Capturing the world with Photography, Painting and Drawing

Posts tagged “Stars

New year with a Full Moon : Happy new year to everyone .

New Year , Full Moon
New years eve, 2017-2018

Happy new year everyone! , I hope you all have a great time celebrating the New year and I hope 2018 is a great year for all of you 🙂

We have just returned from a moonlight walk in our locale woodlands and this New years eve we have had a clear sky and a full moon, what a great way to bring in the new year …..


The week of the Winter Solstice: The Sun Starts to move again after standing Still on the horizon.

End of the Winter Solstice 2017
Nigel Borrington

Today the 24th Christmas eve marks the first day since the 21st that the Sun can be recorded as having moved its position when it setting, on the Horizon. The word Solstice itself means “standing still” and it is an amazing fact of nature that for the three days that follow the shortest day of the year in the North, the Sun does not change the position that it falls below the horizon at in the evenings.

Here are some more details about the Solstice on the web site Space.com : The Sun Stands Still

To mark this event here are some of my sunset images posted here on my blog over the last two years ….

Galley of sunsets


The week of the winter solstice – 2017, Castlerigg stone circle, Keswick in Cumbria, UK

Castlerigg stone circle
Keswick in Cumbria, North West England
Nigel Borrington

This week we will all experience the Winter Solstice, the moment that the amount of available Sun light has reached its lowest amount each day. From the 21st of December on the amount of day-light will start to slowly increase again, you could say that this moment marks the tree new year in the solar calendar !

The solstice may have been a special moment of the annual cycle for some cultures even during neolithic times. Astronomical events were often used to guide activities such as the mating of animals, the sowing of crops and the monitoring of winter reserves of food. Many cultural mythologies and traditions are derived from this. This is attested by physical remains in the layouts of late Neolithic and Bronze Age archaeological sites, such as Stonehenge in England and Newgrange in Ireland.

I want to mark this week by sharing some of the great Pagan monuments and sites I have visited both in the UK and here in Ireland, To the Pagan people of the past this week was a very special one, it marked the moment of new birth. It is for moments like these that Pagan people assembled their standing stones and stone circles.

Today I have posted and image of (Castlerigg stone circle,Keswick in Cumbria, North West England), this stone circle is one of the best preserved in Europe and located just north of the lake district, you can seen many of Cumbria’s great mountains in the background.

This stone circle would not only have been used to record the moments of the Winter Solstice but likely all the the events both in the (Sun’s the Moon’s and the stars) calendar of movements.

Here are some great facts about the Castlerigg stone circle :

Description

The stones are of a local metamorphic slate, set in a flattened circle, measuring 32.6 m (107 ft) at its widest and 29.5 m (97 ft) at its narrowest. The heaviest stone has been estimated to weigh around 16 tons and the tallest stone measures approximately 2.3m high. There is a 3.3m wide gap in its northern edge, which may have been an entrance. Within the circle, abutting its eastern quadrant, is a roughly rectangular setting of a further 10 stones. The circle was probably constructed around 3200 BC (Late Neolithic/Early Bronze-Age), making it one of the earliest stone circles in Britain and possibly in Europe. It is important to archaeoastronomers who have noted that the sunrise during the Autumn equinox appears over the top of Threlkeld Knott, a hill 3.5 km to the east. Some stones in the circle have been aligned with the midwinter sunrise and various lunar positions.

There is a tradition that it is impossible to count the number of stones within Castlerigg; every attempt will result in a different answer. This tradition, however, may not be far from the truth. Due to erosion of the soil around the stones, caused by the large number of visitors to the monument, several smaller stones have ‘appeared’ next to some of the larger stones. Because these stones are so small, they are likely to have been packing stones used to support the larger stones when the circle was constructed and would originally have been buried. Differences in opinion as to the exact number of stones within Castlerigg are usually down to whether the observer counts these small packing stones, or not; some count 38 and others, 42. The ‘official’ number of stones, as represented on the National Trust information board at the monument, is 40.

In the early 20th century, a single outlying stone was erected by a farmer approximately 90m to the south west of Castlerigg. This stone has many linear ‘scars’ along its side from being repeatedly struck by a plough, suggesting that it was once buried below the surface and also why the farmer dug it up. It is not possible to say whether this stone was originally part of the circle, or just a naturally deposited boulder.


# PROBLEM STATEMENT:
Could you restate word for word every line from the one containing "Look for clothing." to the end of the data below, pictures excluded?

━━━━━━━━━━

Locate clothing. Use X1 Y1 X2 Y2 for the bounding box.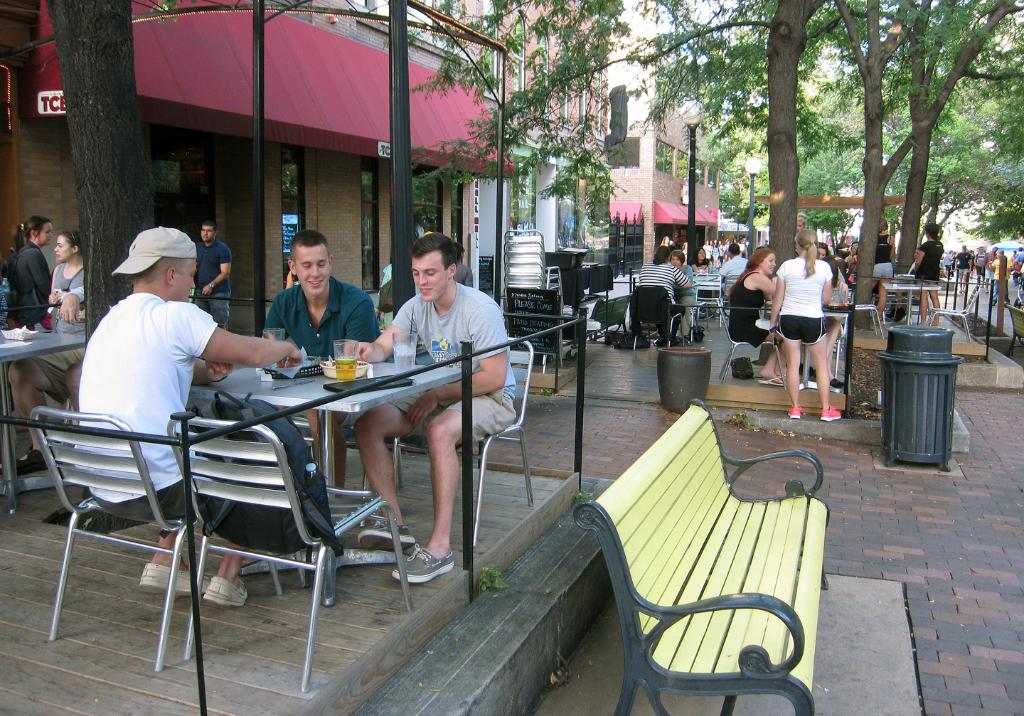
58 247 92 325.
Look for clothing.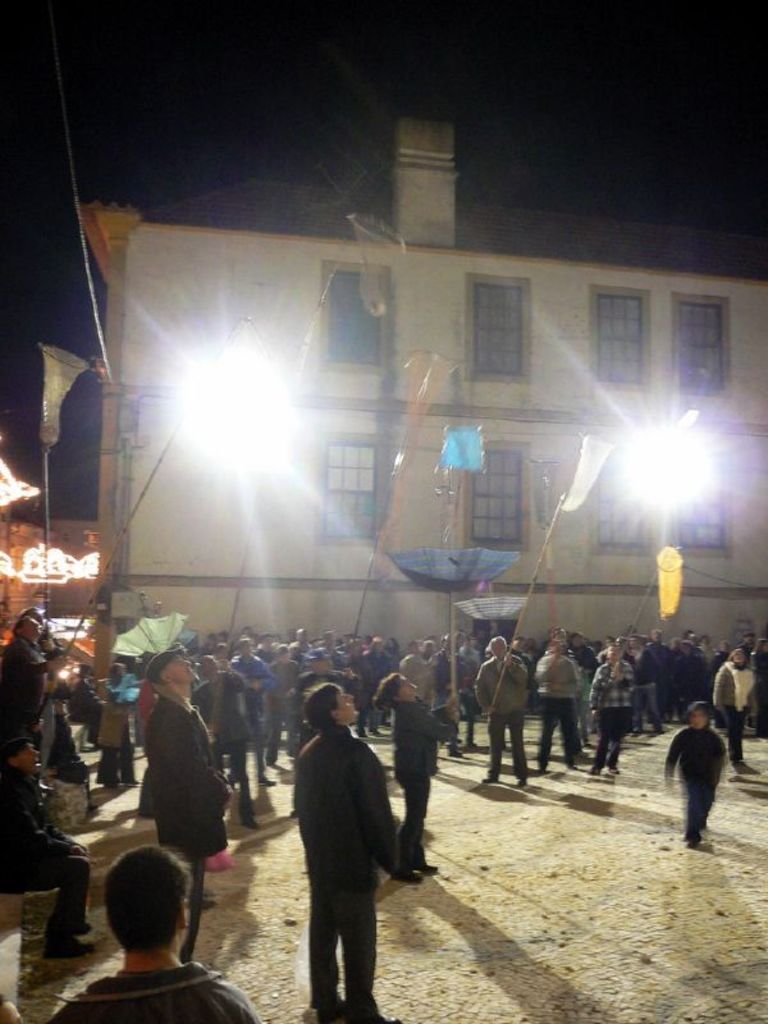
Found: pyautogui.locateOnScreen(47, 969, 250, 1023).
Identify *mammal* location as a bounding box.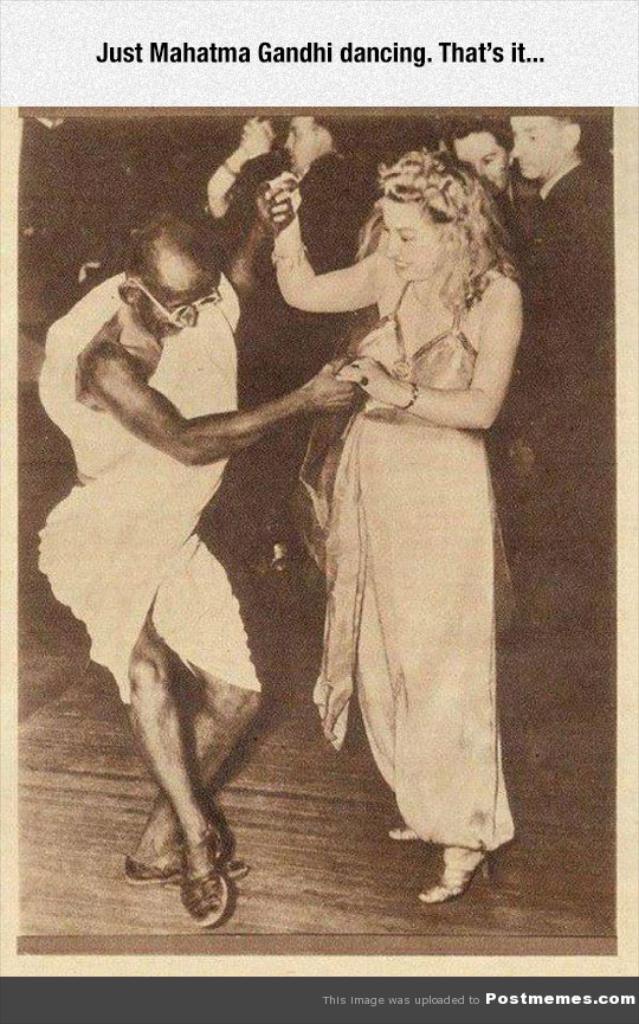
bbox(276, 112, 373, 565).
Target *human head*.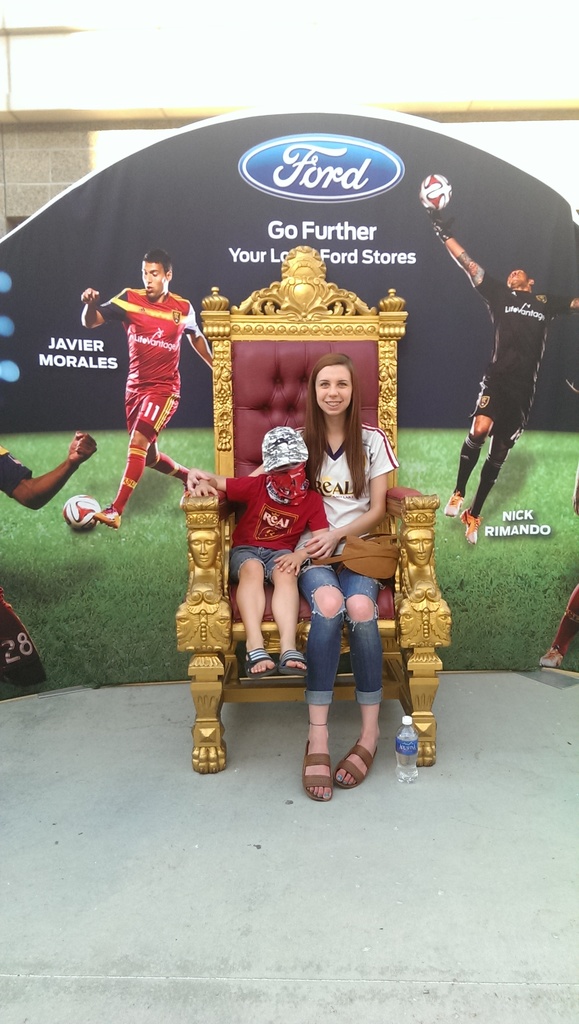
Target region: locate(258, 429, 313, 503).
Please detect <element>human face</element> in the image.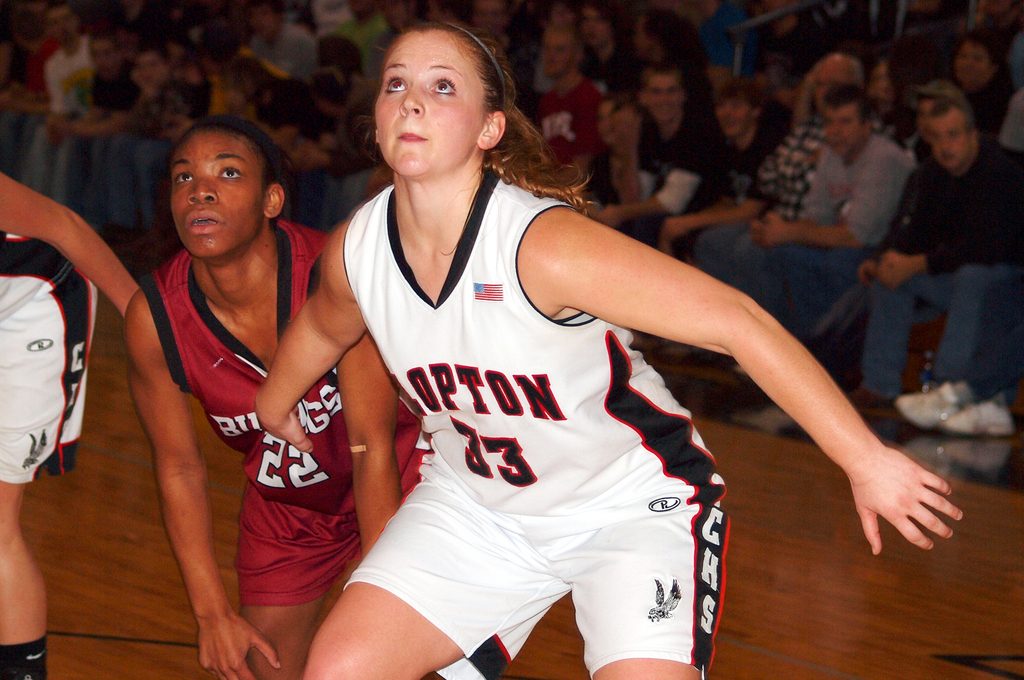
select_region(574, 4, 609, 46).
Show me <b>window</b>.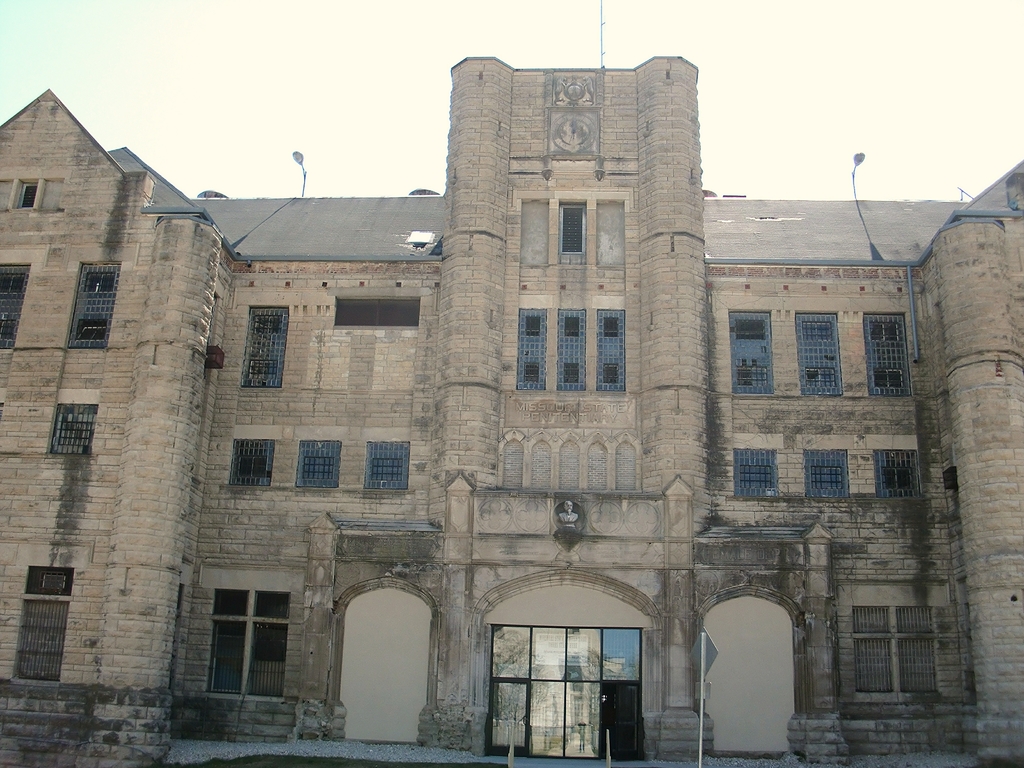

━━━━━━━━━━

# RESPONSE:
Look for clothing.
Found: pyautogui.locateOnScreen(47, 969, 250, 1023).
Identify *mammal* location as a bounding box.
bbox(276, 112, 373, 565).
Target *human head*.
Target region: locate(258, 429, 313, 503).
Please detect <element>human face</element> in the image.
select_region(574, 4, 609, 46).
Show me <b>window</b>.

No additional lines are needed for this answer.